REQUIRED ACTION
Without the pictures, print the lines running from the beginning of the material to the line containing "This screenshot has width=1067, height=600.", both ends included.
+--
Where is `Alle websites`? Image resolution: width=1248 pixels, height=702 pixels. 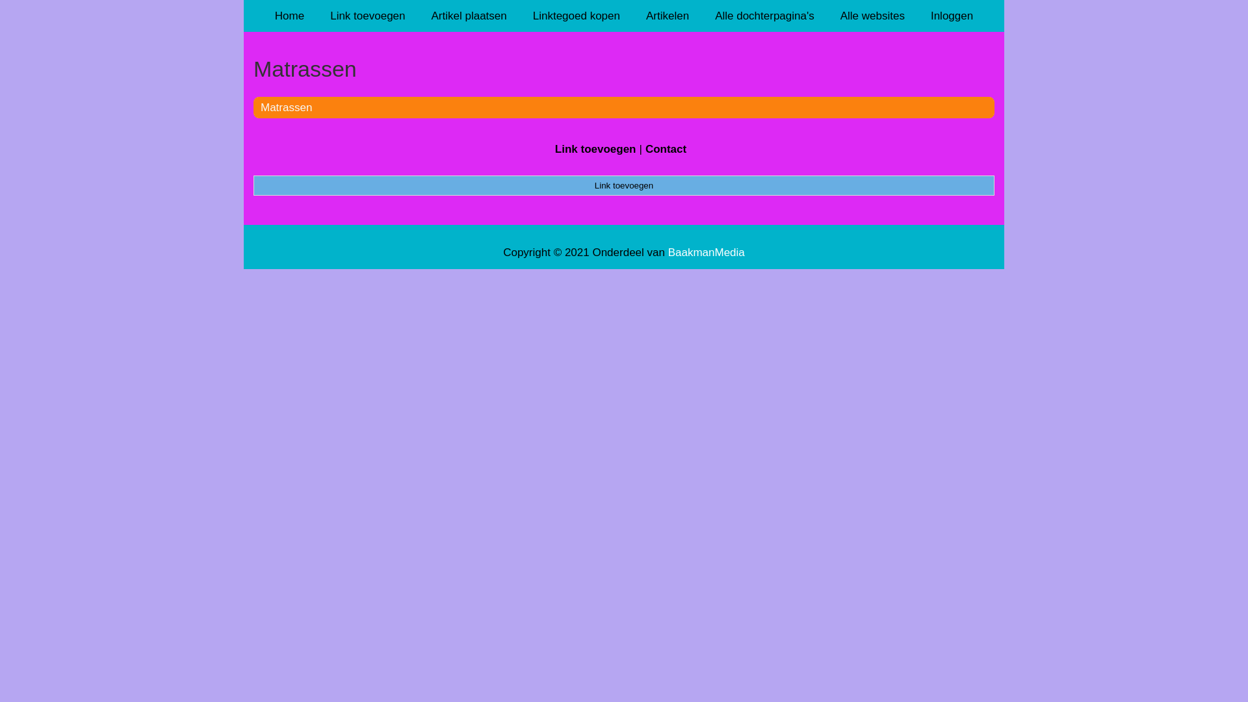
Alle websites is located at coordinates (872, 16).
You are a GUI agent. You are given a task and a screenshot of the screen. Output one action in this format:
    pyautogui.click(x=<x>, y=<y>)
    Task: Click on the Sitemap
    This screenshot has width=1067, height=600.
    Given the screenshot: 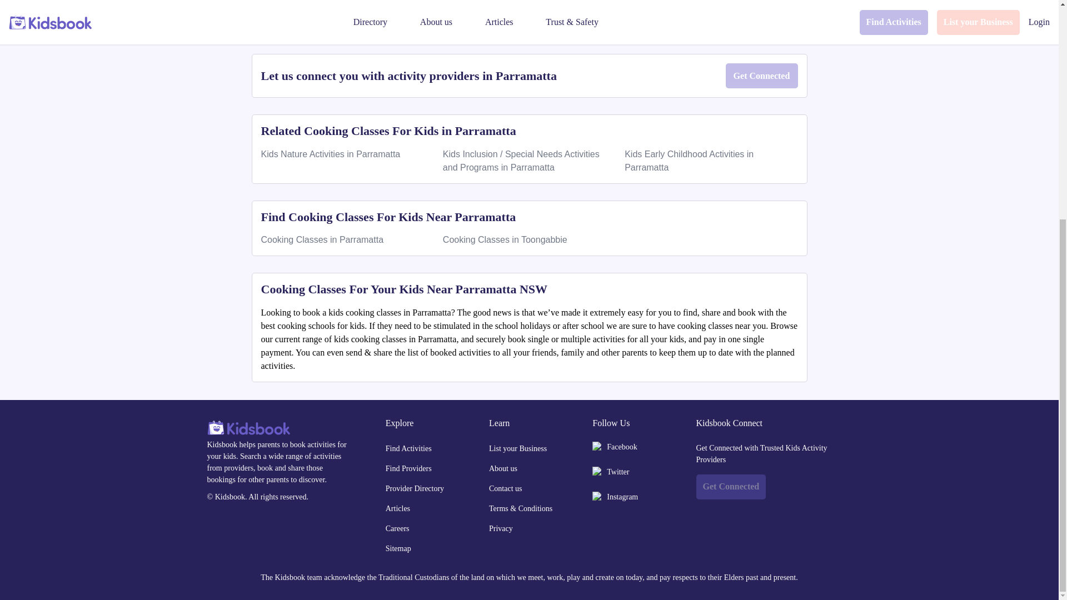 What is the action you would take?
    pyautogui.click(x=420, y=548)
    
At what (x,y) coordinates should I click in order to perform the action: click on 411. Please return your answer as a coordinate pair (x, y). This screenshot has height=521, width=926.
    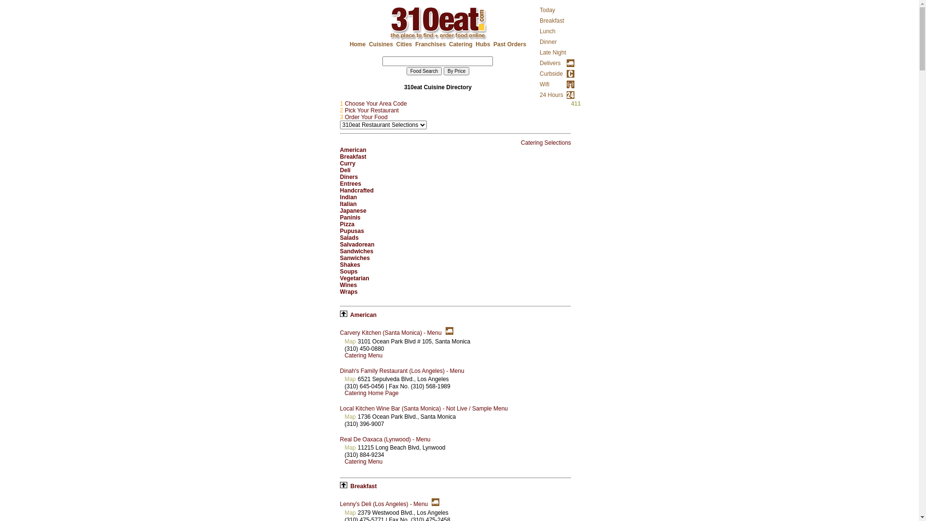
    Looking at the image, I should click on (576, 104).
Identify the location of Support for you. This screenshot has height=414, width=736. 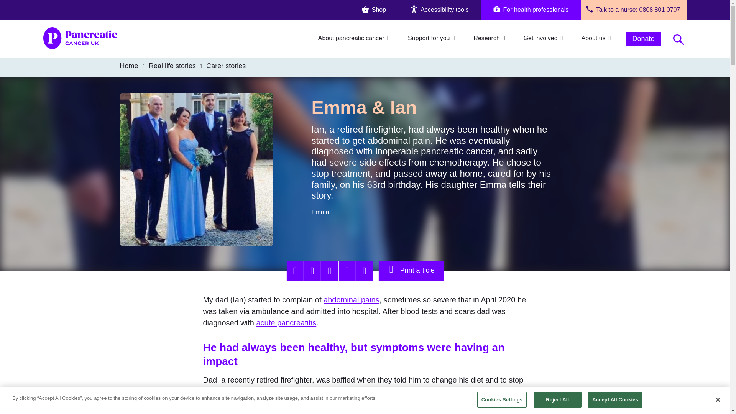
(431, 39).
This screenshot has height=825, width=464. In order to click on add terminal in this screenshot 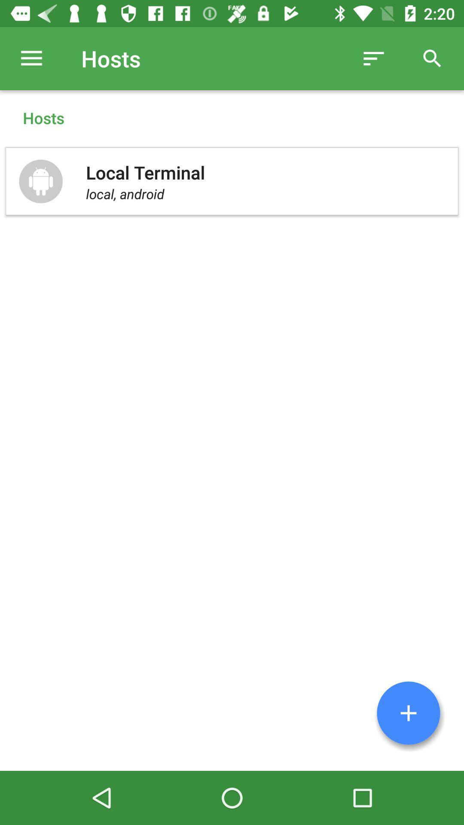, I will do `click(409, 714)`.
+--
WORKED SOLUTION
Where is `Alle websites`? Image resolution: width=1248 pixels, height=702 pixels. 
Alle websites is located at coordinates (872, 16).
You are a GUI agent. You are given a task and a screenshot of the screen. Output one action in this format:
    pyautogui.click(x=<x>, y=<y>)
    Task: Click on the Sitemap
    This screenshot has width=1067, height=600.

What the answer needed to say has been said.